NHS trusts in England have postponed many more procedures than for any of the recent walkouts by nurses and ambulance staff.

As many as 61,000 junior – or trainee – doctors will stage a 72-hour stoppage from 7am on Monday in pursuit of a 26% pay rise.

The British Medical Association (BMA) and Hospital Consultants and Specialists Association (HCSA) are pressing ahead with their coordinated action after the health secretary, Steve Barclay, asked them to call it off but only committed to discussing a potential one-off payment for 2022/23, and an unspecified payrise for 2023/24. He refused to commit to discussing their demand for 26% full pay restoration, the unions say.

In a move designed to maximise the impact of their action, junior doctors will refuse to work in areas offering life-or-death care, including A&E, critical care and maternity services.

Hospital bosses are deeply concerned that patients could come to harm because consultants – senior doctors – are unable to provide the same level of medical supervision as when hospitals are fully-staffed, despite working longer hours to try to cover the workloads of juniors, who carry out much day-to-day patient management.

One hospital chief executive said: “What worries me most is that there’ll be fewer medical rounds on the wards than usual and that one or two consultants will have a lot of beds to look after, and may also have to keep an eye on people in A&E, and so may not be able to see every patient every day the way we expect these days.

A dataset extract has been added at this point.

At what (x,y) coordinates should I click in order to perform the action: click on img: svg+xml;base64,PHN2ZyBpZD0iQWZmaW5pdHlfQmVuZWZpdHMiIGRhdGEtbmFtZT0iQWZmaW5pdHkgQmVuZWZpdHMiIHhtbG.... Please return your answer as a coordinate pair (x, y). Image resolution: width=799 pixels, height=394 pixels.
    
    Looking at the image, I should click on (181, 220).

“Therefore patients whose health is deteriorating could get missed. There is a risk of us missing opportunities to intervene with people and prevent them coming to harm, because we just won’t have the number of bodies on the ground from a medical perspective that we usually do.”

The same source said they were particularly concerned about the degree of medical cover available in their hospital overnight and also that they had had to cancel more than 1,000 outpatient appointments and hundreds of surgical procedures, all of which will have to be rescheduled.

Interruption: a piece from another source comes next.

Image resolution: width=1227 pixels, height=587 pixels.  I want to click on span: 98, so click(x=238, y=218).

“But do I think the strike is to any degree irresponsible? No, I fully support them striking. Junior doctors should be paid more because they do bloody hard jobs and do it under a lot of stress and pressure. They’re making a point. I do want to see the government pay them more.”

The BMA and HCSA are seeking a 26% increase in junior doctors’ salaries as “full pay restoration” for the real-terms loss in their income they say has occurred since 2008/09. In a column in the Sunday Telegraph, however, Barclay insisted that such demands were “simply unaffordable” and would cost the taxpayer an extra £2bn, threatening the government’s efforts to cut inflation.

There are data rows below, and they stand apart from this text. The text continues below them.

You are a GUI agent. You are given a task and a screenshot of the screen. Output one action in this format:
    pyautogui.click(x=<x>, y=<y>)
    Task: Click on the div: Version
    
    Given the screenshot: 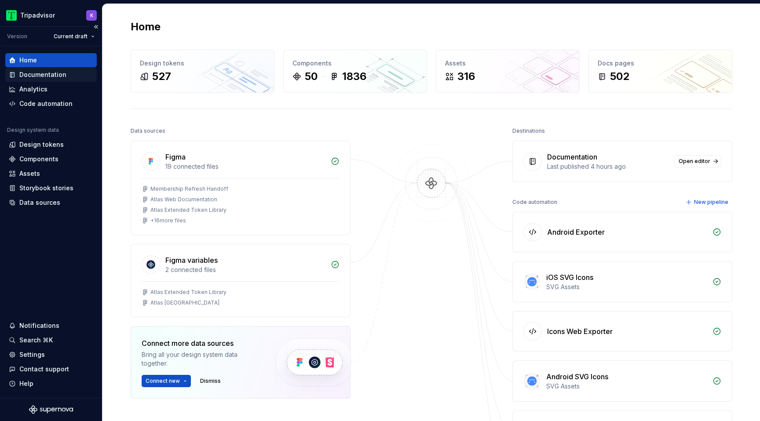 What is the action you would take?
    pyautogui.click(x=17, y=37)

He also said the refusal to keep working in services such as A&E and children’s and cancer care during the stoppage “should pose difficult ethical dilemmas for our hardworking junior doctors”.

He attacked the BMA for advising consultants to charge NHS trusts “eye-wateringly high rates” of up to £262 an hour to cover for junior doctors during their strike.

Many NHS trust bosses share that concern. “The level of greed displayed by some of our highest-paid colleagues is sickening,” one told the Health Service Journal last week.

Rishi Sunak said it was “very disappointing” the union was “not engaging with the government”.

Speaking on a plane to San Diego on Sunday night, the prime minister pointed to the “constructive dialogue” with other union leaders that had led to an offer for rail workers being proposed and progress being made in the dispute with nurses.

“I would urge the junior doctors to follow suit, and accept the government’s offer to come in and have talks,” Sunak said. “The other unions have done that and we are making progress.”

He also dismissed suggestions the industrial action could add to already-long NHS waiting lists.

“We are actually making good progress,” he said, insisting the health service was on track to eliminate the one-and-a-half-year wait this spring. “We have a clear set of plans in place, he said.

• This article was amended on 13 March 2023. An earlier version said that Steve Barclay asked the BMA and HCSA to call off the strike action, but refused to commit to start pay negotiations in return. In fact the health secretary offered to talk to them about junior doctors’ pay but, not about their claim of 26% pay restoration.